Teonna Rainwater Has Potential to Be '1923's Most Intriguing Character — Who Plays Her?
Published Dec. 18 2022, 3:23 p.m. ET
Teonna Rainwater lives in the 1920s, a Native American at a boarding school for Native American girls. Little more than a religious concentration camp, the boarding school is administered by white Catholics from the turn of the century who punish any step out of line severely. While 1923 is a show about the Dutton family, we get shots of Teonna's harrowing story in the C plot. Teonna's family is supposedly en route to a designated place for natives, but she fears they never made it and that she's on her own. Who's the actress playing Teonna?
While Teonna is relentlessly beaten by a nun, we find by the end of the first episode that the nun is also being abused by her superior, Father Renaud. So the nun is a subject to trauma from the patriarchal church and Teonna is in turn being abused by the nun who's projecting her own mistreatment on to the people she's meant to be teaching. Father Renaud at first seems on Teonna's side, but it isn't long before he's whipped the back of Teonna's legs so bad that she gets scars.
Teonna Rainwater is played by actor Aminah Nieves.
Teonna Rainwater is played by Aminah Nieves. Her career began only a year ago, but she's been in the V/H/S/99 series.
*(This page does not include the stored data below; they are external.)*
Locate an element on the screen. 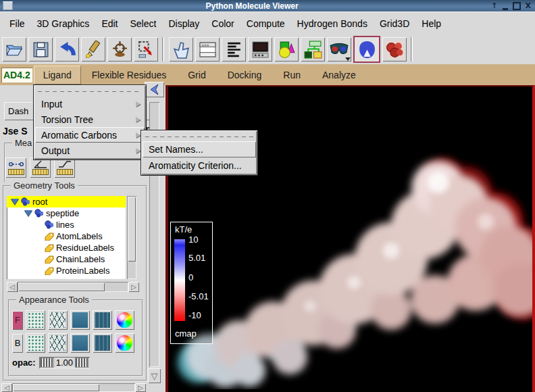  tab-ligand: Ligand is located at coordinates (57, 75).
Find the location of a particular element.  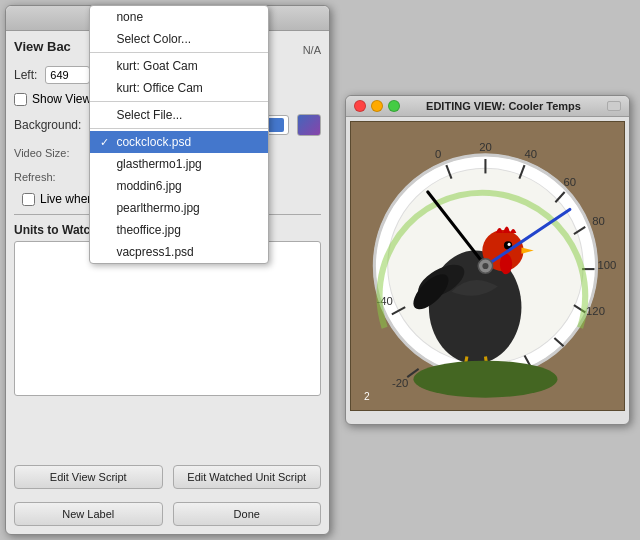

svg-text: 120 is located at coordinates (596, 311).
The 31-year-old from Indiana has appeared in only three projects prior to this one, but she's in a position to have the most engaging character arc in a series that includes the likes of Harrison Ford and Helen Mirren.
The Dutton's may be the backbone of the plot, as well as the protagonists, but Teonna offers a unique slice of life that shows the world as experienced by a young native American girl back then.
There are all kinds of symbolism in the dynamic of the Father, the nun, and Teonna that parallels with the historic treatment of Natives. Father Renaud acts with impunity because he's the one with mandated power, a power that's kept in place through fear and violence. He instills fear in the nun, as well as the rest of his staff and the students through the threat of capital punishment. Meanwhile, all of his students aren't white, and with the religious and racist zealotry of a 1920s Catholic he and his administration punish the girls more because of their brown skin than anything else.
Teonna Rainwater has to get out of that hellish school, one way or another. For one thing, she has people she needs to make sure are okay. For another, there's no way any person could stay sane while in the 'care' of Father Renaud.
Following her story will either take us on a ride across the country to find her family or keep us gripped as she tries to break free from the school. At the moment, it seems like she's gearing up to make a break for it.